While these acts came in rapid succession, time dragged on hearing our Article 370 petitions. When three chief justices had come and gone, and the fourth finally announced hearing of our petitions four years after they were filed, I was filled with trepidation. Chances were, I thought, that the honorable judges had already made up their minds and the verdict would go against us. Most of the other petitioners felt the same way.

Yet we still hoped. The court might not support us on Article 370, we thought, but surely it would agree that the abolition of statehood was ultra vires Article 3 of the Indian Constitution. Hopefully, too, it would call for early elections. It did neither.

Instead, the Chief Justice stated that the five judges accepted the Solicitor General’s assurance that statehood would be restored ‘at an appropriate time’ and gave another ten months to the Election Commission to hold the Assembly election. None asked why statehood had been so long deferred given Home Minister Amit Shah’s repeated assurances, in 2019, 2020, 2021 and 2022. Indeed, none recorded the proposal floated in December 2019 by sources close to the home minister, that Jammu and Kashmir be given rights under Article 371, that provided special status to Nagaland and Meghalaya, or asked whether that was still feasible. As Justice Rohinton Nariman said, by not demanding the immediate restoration of statehood, the court had decided that the Union administration can act at will. He is, as it happens, the judge, who ruled in 2018 that Article 370 had acquired a permanent character by virtue of the passage of time. The present verdict inverted that logic to argue that since the article had been described as temporary for such a long time, it should go.

For me, the key issue then was what it is now – the people’s right to choose their governing structure. Article 370 enshrined the Instrument of Accession in the Indian Constitution and its elements were further incorporated into the Jammu and Kashmir Constitution, which was framed by an elected Constituent Assembly. As such, it could be held to represent majority public opinion, and Article 370 could not be abrogated without the Assembly’s concurrence. The court’s verdict has, however, inverted the function of this clause as a check on Union over-reach even more blatantly than it did with Article 3. Since the Constituent Assembly dissolved after adopting the Jammu and Kashmir Constitution, the judges hold, the President was free to abrogate Article 370 without consulting the people of the state or their elected representatives. This contortion, which uses a technicality to bypass the core democratic principle of ‘We, the people’, is quite simply breath-taking.
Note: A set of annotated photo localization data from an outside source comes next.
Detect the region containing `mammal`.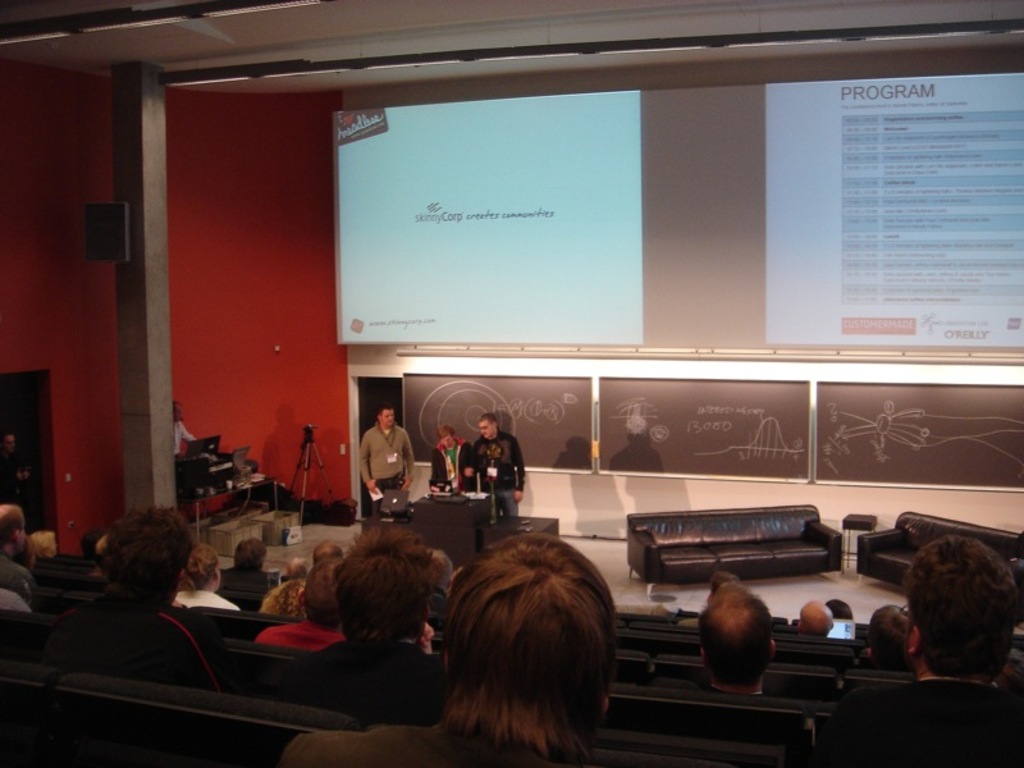
bbox(406, 535, 637, 767).
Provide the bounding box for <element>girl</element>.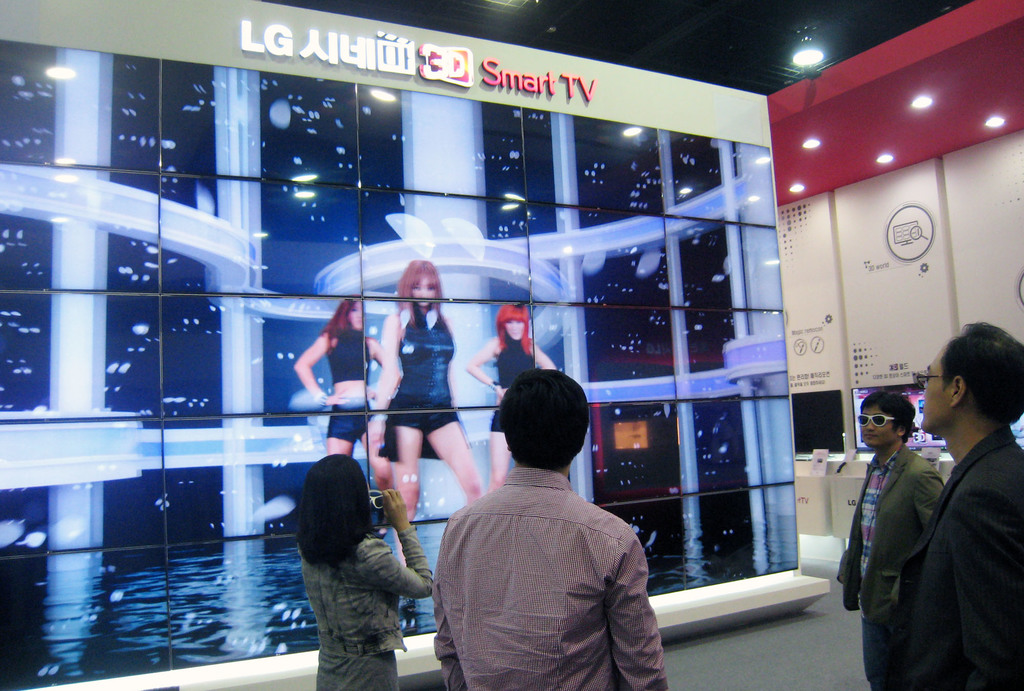
<box>291,297,396,485</box>.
Soon after August 2019, People’s Democratic Party leader Mehbooba Mufti pointed out that under our new dispensation what was first tried in Kashmir was soon replicated in the rest of India. Within days of the court’s 370 verdict of December 11, increasing number of MPs began to be suspended from the Lok Sabha and Rajya Sabha. Their total has now reached 147; according to MP Derek O’Brien, they represent almost a quarter of the Indian people. Yet the Modi administration pushed through three far-reaching bills – rewriting the Penal Codes and on the appointment of Election Commissioners – when almost the entire opposition has been thrown out of Parliament. All three bills had been stringently criticized, for good reason. The former vitiated protections for dissenters, accused and/or undertrial prisoners. The latter eroded what little remained of the autonomy of the Election Commission.

With the court’s upholding of the wholesale violation of state’s and people’s rights, the Speakers’ erosion of Parliamentary democracy, and Parliament’s negation of the independence of electoral rights, does anything now remain of Indian democracy?

*Radha Kumar is the author of “Paradise at War: A Political History of Jammu and Kashmir”.